Chicago Pizzeria Uno

But back to Day One. It was very cold, and when the snow stopped and the sun started coming out, it got colder still. Way colder in fact. We spent a bit of time walking about the amazing Chicago downtown, admiring all the grand Gotham City architecture, before having lunch at The Berghoff, which is “Chicago’s Oldest Restaurant” (I will honestly believe anything a sign in a restaurant tells me), and was opened in 1898 by German Herman Berghoff, selling beers for a nickel, with a free side sandwich. The Berghoff is known for its very German fare, which is what appealed to me, as we love the schnitzels and the spaetzle. Especially the spaetzle, my wife’s grandma from Bavaria used to make that, delicious. After Prohibition, The Berghoff was the first bar to get a liquor license (thanks for the info, restaurant website!), so it was fun to spend a bit more time in another historic bit of Chicago.
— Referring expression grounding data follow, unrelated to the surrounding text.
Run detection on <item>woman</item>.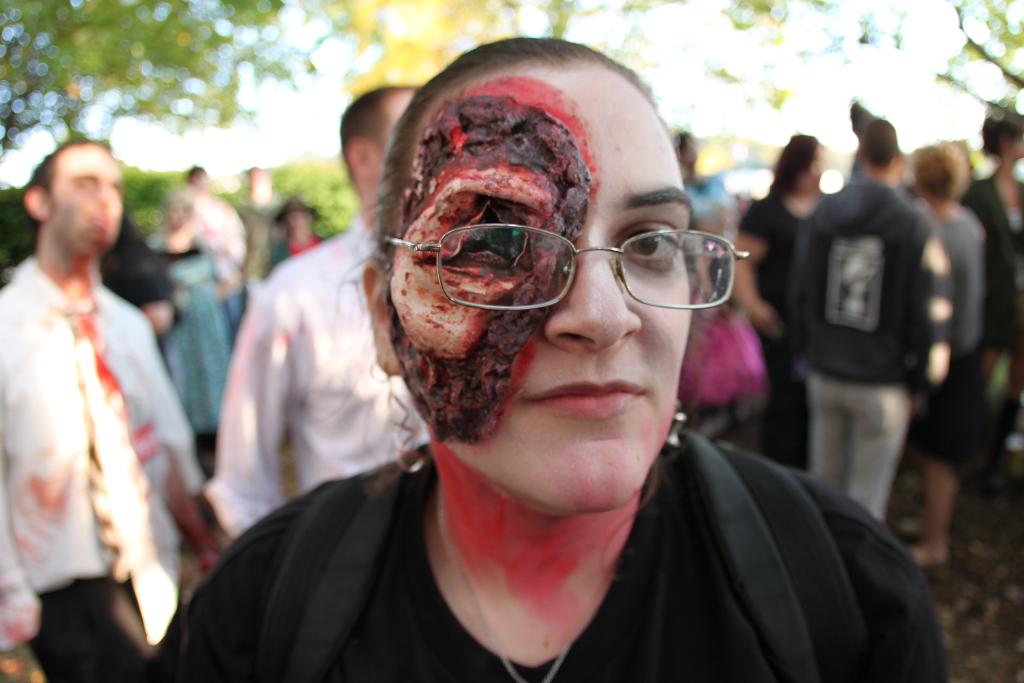
Result: box(212, 56, 888, 670).
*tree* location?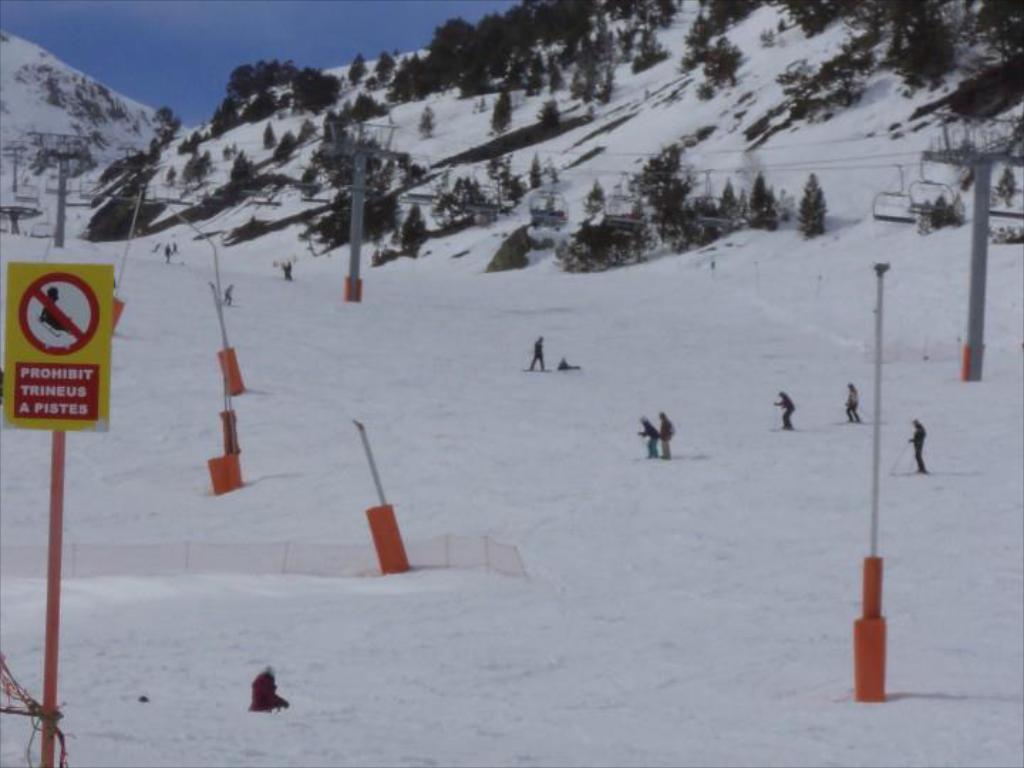
287/65/346/118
I sketched from across the street after we ate, while my son and wife went back to the hotel to rest and warm up. In the afternoon, we took the architectural boat tour, a must for Chicago visitors. It was so cold, but at least we had clear blue skies to see all the ridiculously tall buildings. Chicago built them very, very tall. The biggest is Sears Tower – sorry, Willis Tower, but don’t worry about calling it the wrong thing, Chicago people call it what they want. It used to be the tallest building in the world. I folded my arms and looked up at it and said, “What you talkin’ about, Willis?”, because I am a dad in his forties and that is what we do. We nearly went up it but the wait was a bit long so we thought sod it. It’s very, very tall though. It was like standing next to Barad-Dur.

Chicago The Berghoff

I’ll post the other Chicago sketches another day. The last one here was the first one of the trip, sketched in my little red Stillman and Birn book, the obligatory in-travel sketch of the airplane. We flew from Sacramento to Chicago Midway. Nuff said.